Morocco textile industry adapting to free trade

Morocco textile industry adapting to free trade

Sun Apr 23, 2006

By Tom Pfeiffer

RABAT (Reuters) - Morocco hopes to create as many textile industry jobs as it loses over a two-year period, the kingdom’s trade minister said, as firms adapt to the fall of world trade barriers by developing new niches and technologies.

As cheap Asian manufacturers muscle into its vital European markets, Morocco is trying to nurture industries that have a competitive advantage in being close to Europe and that offer the greatest profit potential.

To try to turn the threat of globalisation into an opportunity, it has sealed free-trade deals with the United States and Turkey and is encouraging inward investment with reforms of the financial sector, labour market and taxation.

"Our aim over two years is that between the creation and disappearance (of textile industry jobs), there is a balance," Trade Minister Salaheddine Mezouar told Reuters in an interview.

Textile makers, which account for up to 40 percent of Morocco’s exports, are shifting from low-value-added product lines and adding technology so they can process an order and fly the finished clothing to European buyers in a matter of days.

To reduce the country’s high transport costs, a massive port expansion in the northern city of Tangier is due for completion in mid-2007. Industrial hubs nearby will support key export sectors including textiles, auto parts and electronics.

"With the investment we have put into Tanger-Med, we will multiply port traffic by 15 times, we will be six days from the United States, and we will reduce transport costs by 50 percent," Mezouar said.

The changes should help cut Morocco’s reliance on agriculture, which employs more than 40 percent of the workforce and, despite heavy investment in irrigation projects, still suffers from severe droughts.

"We have fixed as a goal over 10 years to create something like 500,000 jobs in industry, knowing that the rhythm increases as our projects come to fruition," Mezouar said.

He said the aim was for industrial gross domestic product to account for 23 percent of total GDP by 2015, up from 16 percent currently, and for industry to contribute 1.6 percent of GDP growth every year.

Alongside textiles, phosphates and money sent home by its citizens living abroad, Morocco’s other key revenue earner is tourism.

The government aims to double the number of visitors to the country to 10 million by 2010 and is overseeing the construction of a chain of resorts on the Atlantic and Mediterranean coastlines and urban redevelopments.

The plan took a leap forward late last month, when two Dubai property firms agreed to a series of tourism investments worth a combined $9 billion. Mezouar said the deals were not a one-off event.

"Other projects (of a similar size) will follow in the coming months."

Mezouar was speaking after officials unveiled a plan for an industrial park near the administrative capital Rabat, bringing together firms and university research bodies to develop and market products using nanotechnology and biotechnology.

The project foresees an investment of 1.5 billion dirhams in its first phase, and the creation of up to 20,000 jobs by 2015.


▸ **EXERCISE PROMPT**
Would you filter the listing below so that only lines with the word "text" remain?

━━━━━━━━━━━━━━━━

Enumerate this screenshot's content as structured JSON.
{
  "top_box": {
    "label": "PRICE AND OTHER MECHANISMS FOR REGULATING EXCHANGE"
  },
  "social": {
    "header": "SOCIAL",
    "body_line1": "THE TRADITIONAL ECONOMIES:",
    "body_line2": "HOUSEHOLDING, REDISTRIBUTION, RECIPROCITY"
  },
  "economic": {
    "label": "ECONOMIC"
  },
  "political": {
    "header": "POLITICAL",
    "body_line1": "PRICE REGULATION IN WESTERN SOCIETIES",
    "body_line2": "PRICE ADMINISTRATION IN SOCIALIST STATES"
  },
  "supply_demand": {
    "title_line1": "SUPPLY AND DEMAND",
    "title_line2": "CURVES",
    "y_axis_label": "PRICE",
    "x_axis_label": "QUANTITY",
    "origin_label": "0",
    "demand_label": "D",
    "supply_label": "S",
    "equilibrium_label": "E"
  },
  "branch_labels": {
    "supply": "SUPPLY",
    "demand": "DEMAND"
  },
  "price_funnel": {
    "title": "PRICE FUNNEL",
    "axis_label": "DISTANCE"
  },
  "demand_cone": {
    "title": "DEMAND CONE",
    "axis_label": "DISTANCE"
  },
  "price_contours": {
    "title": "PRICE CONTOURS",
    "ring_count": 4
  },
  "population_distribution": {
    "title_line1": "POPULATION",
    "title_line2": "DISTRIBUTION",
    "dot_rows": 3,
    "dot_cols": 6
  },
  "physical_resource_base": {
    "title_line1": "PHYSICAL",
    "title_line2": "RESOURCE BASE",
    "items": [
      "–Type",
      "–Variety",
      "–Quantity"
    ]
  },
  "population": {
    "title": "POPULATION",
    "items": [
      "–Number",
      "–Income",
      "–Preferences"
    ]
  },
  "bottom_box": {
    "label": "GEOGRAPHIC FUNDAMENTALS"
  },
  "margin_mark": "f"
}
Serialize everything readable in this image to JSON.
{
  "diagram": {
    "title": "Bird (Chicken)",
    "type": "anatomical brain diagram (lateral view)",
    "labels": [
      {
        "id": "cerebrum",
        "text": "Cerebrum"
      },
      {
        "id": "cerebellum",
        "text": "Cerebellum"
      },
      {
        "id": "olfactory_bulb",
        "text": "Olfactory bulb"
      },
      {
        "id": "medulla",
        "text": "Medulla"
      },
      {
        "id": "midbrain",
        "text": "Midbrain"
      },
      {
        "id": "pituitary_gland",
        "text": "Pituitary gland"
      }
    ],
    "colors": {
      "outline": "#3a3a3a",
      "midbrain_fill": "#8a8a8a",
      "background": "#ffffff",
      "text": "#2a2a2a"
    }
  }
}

━━━━━━━━━━━━━━━━

▸ **SOLUTION BELOW**
        "text": "Cerebrum"
        "text": "Cerebellum"
        "text": "Olfactory bulb"
        "text": "Medulla"
        "text": "Midbrain"
        "text": "Pituitary gland"
      "text": "#2a2a2a"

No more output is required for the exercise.